I woke up in a cold sweat with clenched teeth and my nails driven into my palms.
As a long time vegetarian who recently began experimenting with fish, the excess of
bloody carnage I referred to as swordfish seemed somewhat creepy, as it hinted that,
in my waking hours, I might naively be consuming a "gateway meat." Yes, I'm
concerned that eating swordfish will lead first to "harder meats," and eventually
to heroin addiction. Third Eye Foundation's Little Lost Soul is a soundtrack
for such nightmares.
Just kidding! Like fellow Bristol natives Portishead, the Third Eye Foundation
(otherwise known as TEF, 3EF, or Matt Elliot) is endlessly compared to soundtracks
of nightmares, creepy sleepless nights, and haunting films that haven't been made.

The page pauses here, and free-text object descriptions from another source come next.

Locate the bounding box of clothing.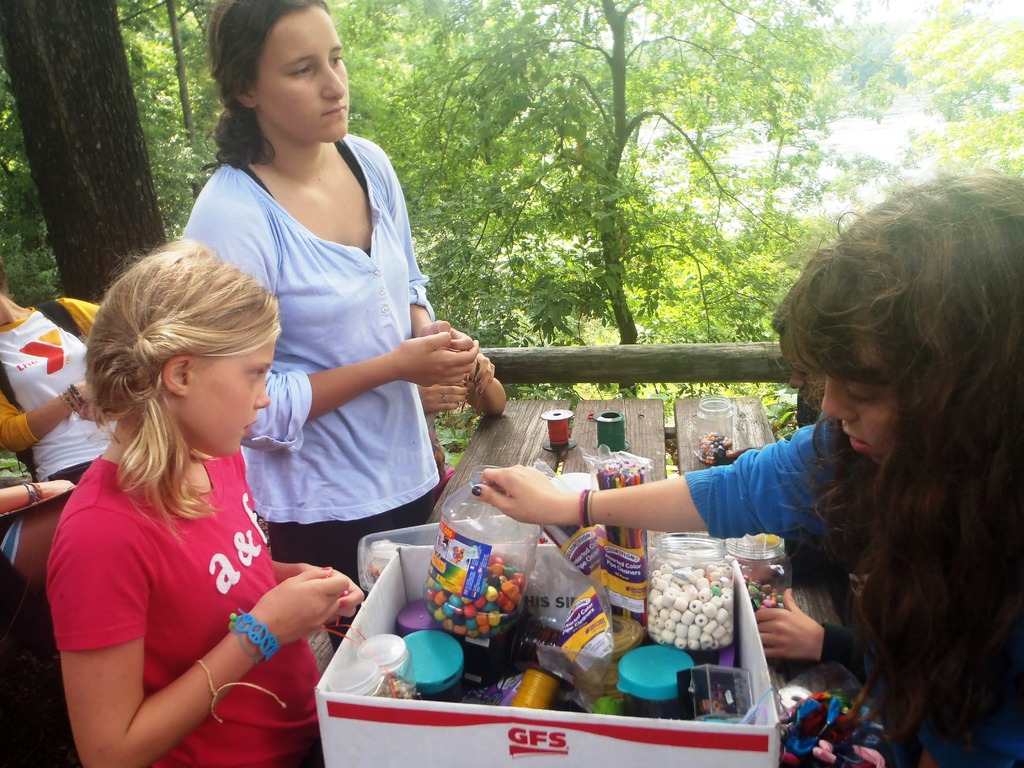
Bounding box: l=0, t=449, r=35, b=566.
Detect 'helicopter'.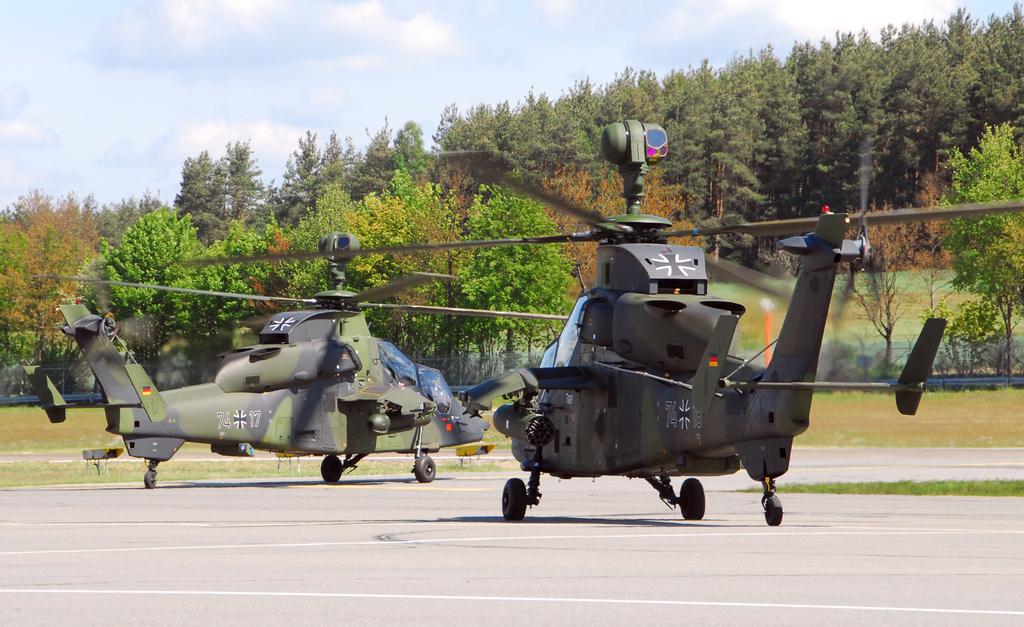
Detected at (left=23, top=270, right=569, bottom=491).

Entertainment Weekly called Third Eye Foundation's music "like a soundtrack
to some great lost surrealist film." Flagpole writes that Elliot, who
collaborated with Flying Saucer Attack in their earlier days, comes up with "some
most disturbing dream soundtracks." Wasn't this cliché beaten into submission like
three years ago?
Third Eye Foundation's third full-length on Merge can be aptly described with
the vocabulary of nightmares. That is, the album's mood could be described as
"haunted," "lonely," "lingering urban darkness," "chilling ambient constructions of
uncertain sonic terrain," "layers of bleak drones that crumble under breakbeats and
digital bleeps," "spooky pastiche," "eerie," and "otherworldly." But any respectable
nightmare isn't comprised of haunted-house synths and spooky loops of minor-key
drones. Truly disturbing dreams are made of uncomfortable pacing, plodding
anticipation, and disarming juxtapositions. And that's what's missing from Little
Lost Soul.
A lack of reference to relevant cultural narratives is what separates Little
Lost Soul's innocuously pleasant spook-out from albums like Endtroducing
that manipulate you into sonic spaces in which you might feel hesitant to step
forward before finding yourself pushed. DJ Shadow's uncomfortably alluring
concoction of cultural references and urban found-sound tag-teamed familiar beats
with cinematic pacing. Clearly, it has a far greater chance of approximating the
world of dreams than bent drones and choirgirl vocals run through reverb pedals.
When Matt Elliot rid himself of the rougher textures and harder jungle beats of his
1997 LP, Ghost, some of Third Eye Foundation's nervous energy was traded in
for a sound palate that shared more than just a few tricks with the more goth end of
the new age spectrum. On Little Lost Soul, Elliot has pointlessly sugared the
pill with smoother production, and as a result, the album lacks the power of the
dreamworlds its eerie textures allude to. Personally, I'd rather swallow the less
refined Ghost. If we're going to sugar the pill, it better not be a placebo.